Like a giant global pause button, the COVID-19 crisis has forced us to look hard at our world, our relationships with people and governments across continents. It has also made vivid the fragility of our health, political and economic systems.
While many of our political leaders now clamor for “on-shore” production of all essentials, a much better path, for both our economy and our foreign policy, is what we call “ally- shoring.” Ally-shoring describes a program of sourcing essential materials, goods and services with trusted friends, while disengaging from China and other states that seek to undermine American interests from critical supply chains.
Ally-shoring also provides an option to countries that would rather work with a Western-led trade and economic development regime. Ally-shoring can undergird the long-term economic success and stability of democracies across the globe.
On the home front, ally-shoring would bring good jobs, new economic opportunities and optimism to many of our own citizens, who even before the pandemic were feeling ignored and left behind by globalization and demographic and social change.
An aggressive ally-shoring offensive is especially needed in the older industrial communities and rural reaches of the Midwest and middle America. Though popular perceptions refreshed by the 2016 election may suggest otherwise, the Midwest is already much more than hollowed out factory towns and rural hinterlands. Communities from Des Moines and Minneapolis to Pittsburgh and Columbus have shed their industrial and agricultural skins and were thriving in the pre-pandemic tech- and talent-driven global economy.
But the region is also home to America’s largest number of former manufacturing and mill towns, many having lost economic anchor industries that remain adrift in a changed economy. These historic manufacturing communities (including those in our home state of Michigan) are among the hardest hit by COVID-19 job loss. If history is any guide, the effects of the recession are also likely to be longer-lasting and more profound in these same regions.
As we rewire our economy post-COVID-19, the industrial Midwest can once again become the center point of new ideas, technologies, business and good job growth in emerging sectors. A purposeful re-centering of production, distribution and business services networks (already highly intertwined) with nearby allies such as Canada, Mexico and South America, and re-forging strong linkages with long-standing allies in Western Europe, the Middle East, Africa and Asia, would serve to reinvigorate West-leaning economies. It would also serve to tap the particular competencies of Midwest and North American companies and producers in research, manufacturing and distribution, and the impressive innovation infrastructure of companies, colleges and universities.
The recent Council on the Great Lakes Region (CGLR) “Great Lakes, Great Minds” report notes that Midwestern states and two Canadian provinces next door host the world’s most powerful cluster of higher education institutions, key drivers of research and technology development.
Nineteen of the world’s top 100 universities, one-third of the top 100 engineering schools in the United States and Canada, and 15 percent of the world’s top 100 medical research schools are in this binational Great Lakes/Midwest region — which the Economist recently noted can move this region from “rustbelt to brainbelt.” When these institutions join with the region’s capabilities in product development, production and distribution – which includes 57 Global 500 companies and over eight million small and medium-sized businesses – it is a powerful platform for building new businesses, creating good-paying jobs and solving the big challenges of a post-pandemic economy.
This region already had significant relative strengths in key economic clusters, including advanced manufacturing, autos, food systems, financial and business services and information technologies. The innovation assets extant in the Midwest can now nurture additional businesses and good-paying jobs in additional fast-emerging, multi-trillion-dollar global business sectors, such as clean energy, smart water technology, new mobility systems and bio-science and medical products.
An ally-shoring strategy recognizes the interdependent nature of the global economy and trade and the reality of globalized information and supply chains. This is not to suggest that we will not have any economic engagement with China (we will, and we should in many arenas). But it leans into our relationships with those we trust. By centering our economic and trade relations with our friends, we can drive a more powerful collective recovery and facilitate larger scale economic activity across the American Heartland.
We need bipartisan commitment to ally-shoring as a matter of national economic security. Business leaders must heed the call to action, working with our elected leaders, helping us join across partisan divides. When we link arms again with our international friends and neighbors, it will do more than speed up recovery and nurture renewed economic prosperity at home. It will also help ameliorate domestic political division through a renewed sense of opportunity, inclusion and resilience.
Elaine Dezenski is managing partner at LumiRisk, LLC and senior adviser at the Center on Economic and Financial Power at the Foundation for Defense of Democracies. John Austin directs the Michigan Economic Center and is a nonresident senior fellow with the Brookings Institution and the Chicago Council on Global Affairs.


Work item
Please retype every record exactly as it appears, omitting the pictures.

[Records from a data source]
★ ★ ★ ★

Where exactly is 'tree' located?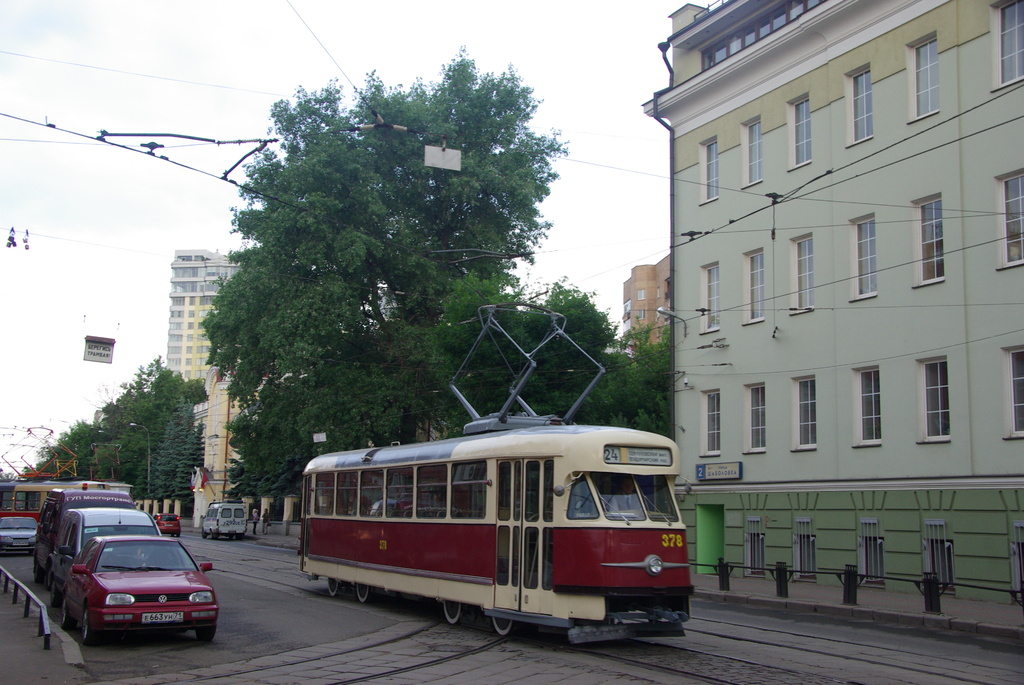
Its bounding box is box=[557, 285, 675, 434].
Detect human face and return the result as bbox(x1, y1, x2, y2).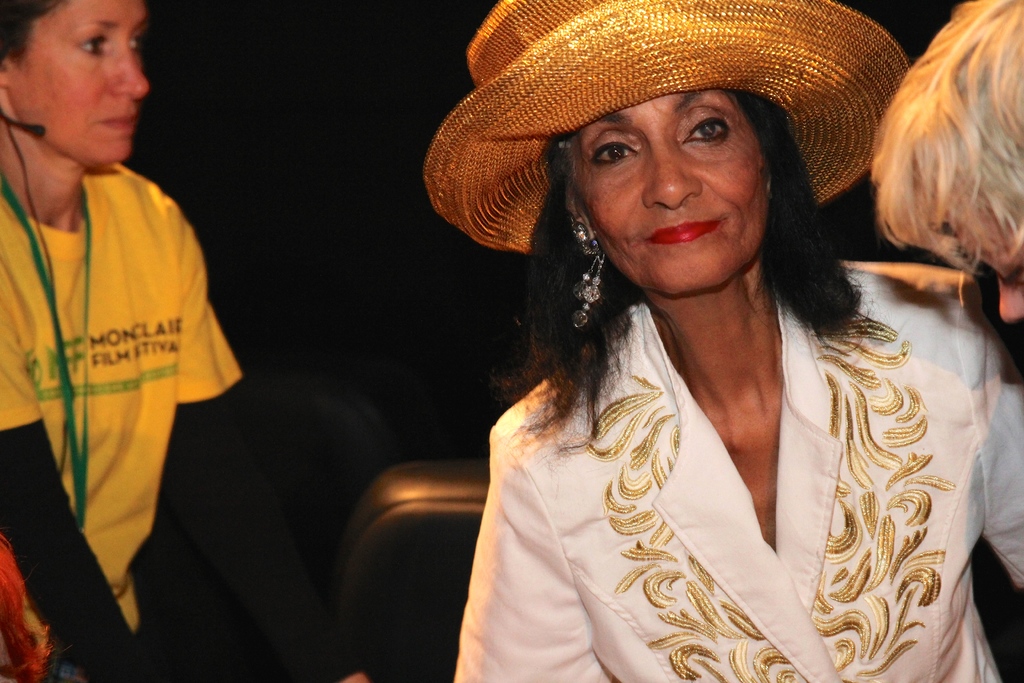
bbox(7, 0, 148, 170).
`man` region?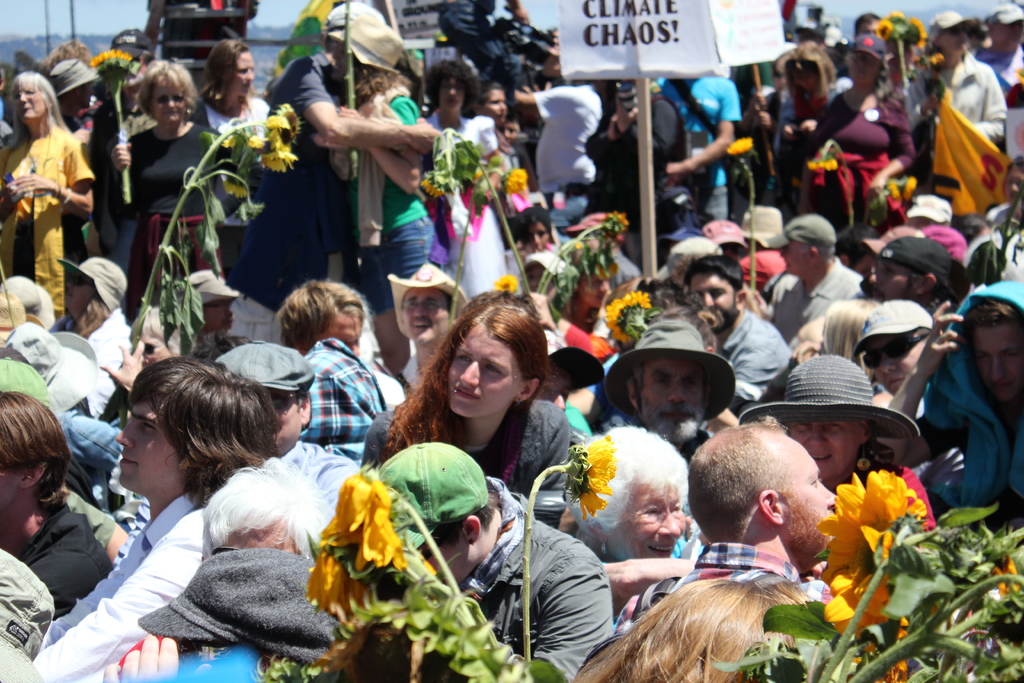
bbox(750, 208, 866, 346)
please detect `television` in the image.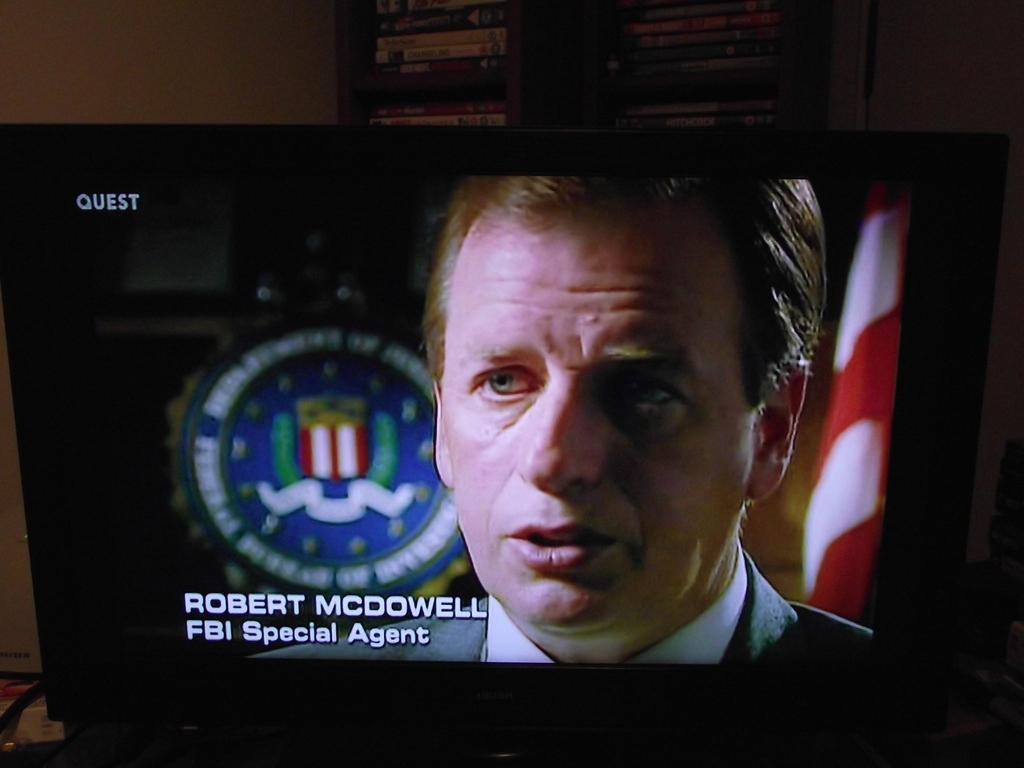
{"x1": 0, "y1": 127, "x2": 1018, "y2": 766}.
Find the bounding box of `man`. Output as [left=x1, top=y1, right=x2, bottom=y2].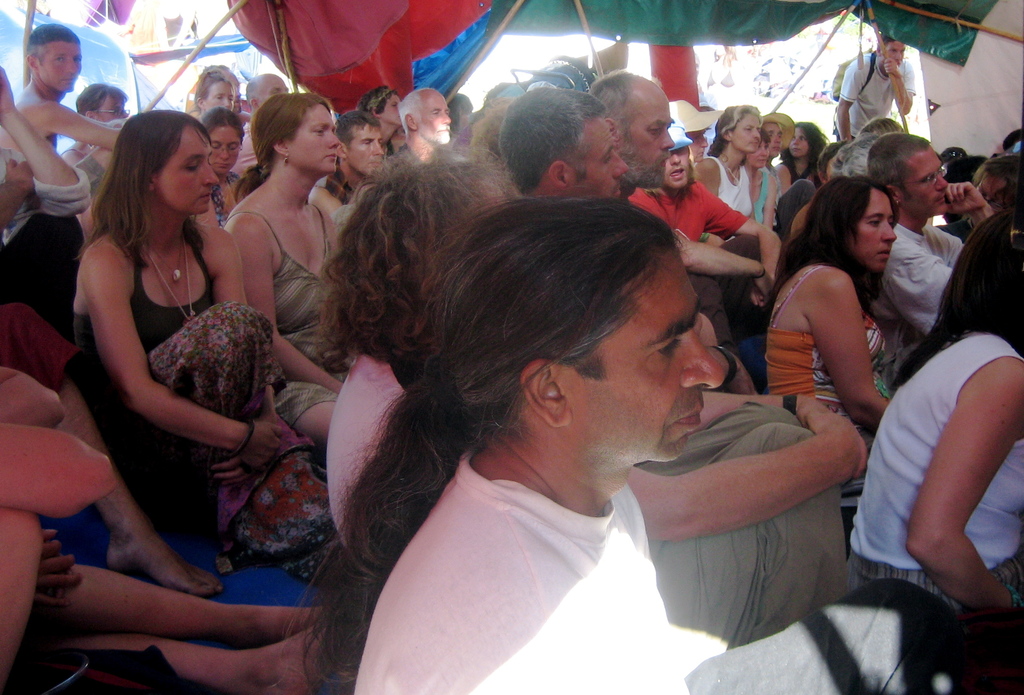
[left=387, top=87, right=448, bottom=166].
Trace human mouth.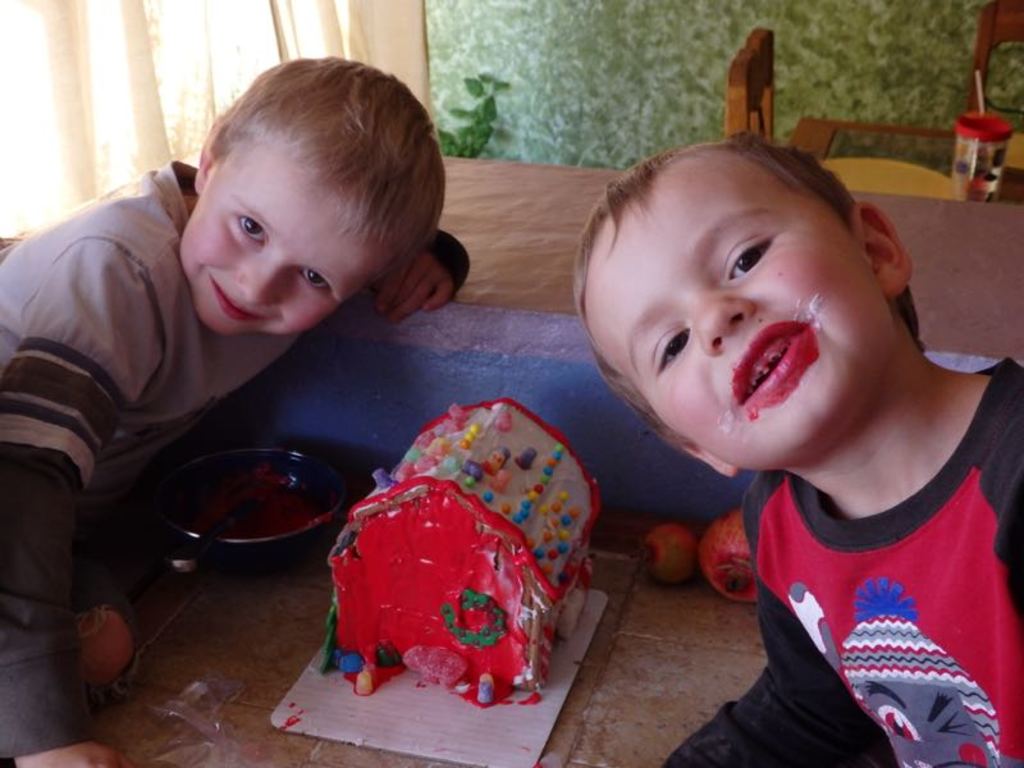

★ ★ ★ ★

Task answer
Where exactly is 'tree' located?
Its bounding box is box=[557, 285, 675, 434].
Detect human face and return the result as bbox(x1, y1, x2, y2).
bbox(7, 0, 148, 170).
`man` region?
bbox(750, 208, 866, 346)
please detect `television` in the image.
{"x1": 0, "y1": 127, "x2": 1018, "y2": 766}.
Find the bounding box of `man`. Output as [left=x1, top=y1, right=x2, bottom=y2].
[left=387, top=87, right=448, bottom=166].
Trace human mouth.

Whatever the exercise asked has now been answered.